Microsoft Outlines Cyber Geneva Convention Proposal
The company is also promoting an international nonpolitical body for cyber attribution.
Microsoft, which has long been among the top corporate boosters for international cooperation in cyberspace, published a trio of documents Thursday supporting a “Digital Geneva Convention.”
The publications are a list of binding rules for nations and tech companies to follow in cyberspace, plus the outline for an international organization devoted to attributing malicious cyberattacks.
They follow a speech at the RSA cybersecurity conference in San Francisco in February during which Microsoft President and Chief Legal Officer Brad Smith first advocated for the international cyber agreement.
Microsoft’s call goes much further than the U.S. and other national governments, which have shied away from new binding international agreements in cyberspace.

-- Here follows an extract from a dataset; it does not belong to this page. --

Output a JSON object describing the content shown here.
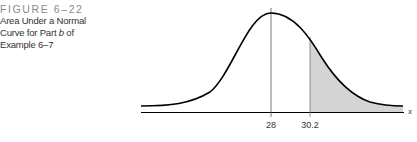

In place of new binding rules, the U.S. and other governments have affirmed that existing international laws, mostly focused on war and human rights, apply online just as they do on land or at sea and have endorsed voluntary norms to govern cyber-specific concerns.

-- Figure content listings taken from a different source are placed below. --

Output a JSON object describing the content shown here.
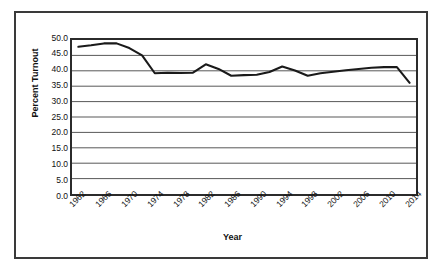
{
  "chart_data": {
    "type": "line",
    "title": "",
    "xlabel": "Year",
    "ylabel": "Percent Turnout",
    "ylim": [
      0.0,
      50.0
    ],
    "ytick_step": 5.0,
    "yticks": [
      "0.0",
      "5.0",
      "10.0",
      "15.0",
      "20.0",
      "25.0",
      "30.0",
      "35.0",
      "40.0",
      "45.0",
      "50.0"
    ],
    "ytick_values": [
      0.0,
      5.0,
      10.0,
      15.0,
      20.0,
      25.0,
      30.0,
      35.0,
      40.0,
      45.0,
      50.0
    ],
    "grid": "horizontal",
    "legend": "none",
    "xtick_labels": [
      "1962",
      "1966",
      "1970",
      "1974",
      "1978",
      "1982",
      "1986",
      "1990",
      "1994",
      "1998",
      "2002",
      "2006",
      "2010",
      "2014"
    ],
    "xtick_label_rotation": -45,
    "xtick_interval_years": 4,
    "x": [
      1962,
      1964,
      1966,
      1968,
      1970,
      1972,
      1974,
      1976,
      1978,
      1980,
      1982,
      1984,
      1986,
      1988,
      1990,
      1992,
      1994,
      1996,
      1998,
      2000,
      2002,
      2004,
      2006,
      2008,
      2010,
      2012,
      2014
    ],
    "values": [
      47.8,
      48.3,
      48.9,
      48.9,
      47.4,
      45.0,
      39.2,
      39.4,
      39.3,
      39.4,
      42.1,
      40.6,
      38.4,
      38.6,
      38.7,
      39.6,
      41.4,
      40.1,
      38.4,
      39.2,
      39.7,
      40.2,
      40.6,
      41.0,
      41.2,
      41.2,
      36.1
    ],
    "series": [
      {
        "name": "Percent Turnout",
        "color": "#1a1a1a",
        "values": [
          47.8,
          48.3,
          48.9,
          48.9,
          47.4,
          45.0,
          39.2,
          39.4,
          39.3,
          39.4,
          42.1,
          40.6,
          38.4,
          38.6,
          38.7,
          39.6,
          41.4,
          40.1,
          38.4,
          39.2,
          39.7,
          40.2,
          40.6,
          41.0,
          41.2,
          41.2,
          36.1
        ]
      }
    ],
    "colors": {
      "line": "#1a1a1a",
      "gridline": "#555555",
      "plot_border": "#2b2b2b",
      "outer_border": "#3a3a3a",
      "background": "#ffffff",
      "text": "#111111"
    }
  }
}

The G7 has endorsed a handful of such norms, such as nations should not attack each other’s cyber emergency responders, and urged other nations to abide by them last week.
Voluntary norms don’t go far enough, Smith wrote in a blog post, saying, “we need to push ourselves further and set our sights higher to pursue a legally binding framework that would codify rules for governments and thus help prevent extraordinary damage.”

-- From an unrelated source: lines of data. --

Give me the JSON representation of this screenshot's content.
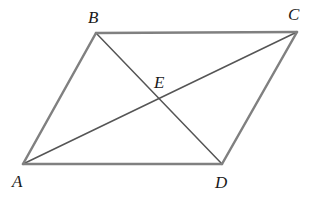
{
  "figure": {
    "name": "parallelogram-with-diagonals",
    "background_color": "#ffffff",
    "side_color": "#808080",
    "diagonal_color": "#555555",
    "label_color": "#1a1a1a",
    "side_width": 2.5,
    "diagonal_width": 1.5,
    "points": {
      "A": {
        "label": "A",
        "x": 23,
        "y": 164
      },
      "B": {
        "label": "B",
        "x": 96,
        "y": 33
      },
      "C": {
        "label": "C",
        "x": 297,
        "y": 32
      },
      "D": {
        "label": "D",
        "x": 222,
        "y": 164
      },
      "E": {
        "label": "E",
        "x": 160,
        "y": 98
      }
    },
    "sides": [
      {
        "name": "side-AB",
        "from": "A",
        "to": "B"
      },
      {
        "name": "side-BC",
        "from": "B",
        "to": "C"
      },
      {
        "name": "side-CD",
        "from": "C",
        "to": "D"
      },
      {
        "name": "side-DA",
        "from": "D",
        "to": "A"
      }
    ],
    "diagonals": [
      {
        "name": "diagonal-AC",
        "from": "A",
        "to": "C"
      },
      {
        "name": "diagonal-BD",
        "from": "B",
        "to": "D"
      }
    ]
  }
}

That framework, however, “should not be used by governments to introduce new limits on content or create exceptions from the protections guaranteed by fundamental human rights,” Smith said.
That question of content limits has been a sticking point in many international cyberspace negotiations. Russia, China and numerous other nations typically treat information security as including a government’s right to restrict content it deems harmful, such as pornography or, in some cases, content promoting dissident groups or alternative lifestyles, while the U.S. and other western nations treat the term more narrowly to mean attacks on the proper functioning of digital technology and the authenticity of its content.
Concerns about U.S. foreign surveillance programs exposed by National Security Agency leaker Edward Snowden have also bedeviled international cybersecurity negotiations.
Microsoft’s proposed agreement would bar nations from launching cyberattacks that could damage the global economy or affect citizens’ safety and security such as attacking hospitals or electric utilities.
It would also bar hacks against journalists and bar nations from inserting backdoors into encryption systems, among other commitments.
The agreement for tech companies would bar those companies from helping states develop offensive cyber weapons and commit them to cooperating to stop or mitigate cyberattacks and to sharing information about software vulnerabilities hackers could exploit.
The proposed cyber attribution organization would be composed of nonpolitical cyber forensics experts, Microsoft said, but the company did not suggest a specific process for membership.
Attribution has been a major point of tension when one nation accuses another of launching a cyberattack. That’s partly because intelligence officials in the U.S. and elsewhere are unwilling to share all the information that led to their attribution decision out of concerns about revealing intelligence sources and methods.
Russia, for example, flatly denied U.S. intelligence agencies’ conclusion that hackers were responsible for data breaches at Democratic political organizations that upended the 2016 U.S. presidential campaign.
Microsoft previously published a list of proposed cyberspace norms for both nations and tech companies. The company also supports The Global Commission on the Stability of Cyberspace, a group of private sector and former government officials focused on ratcheting down international cyber conflict.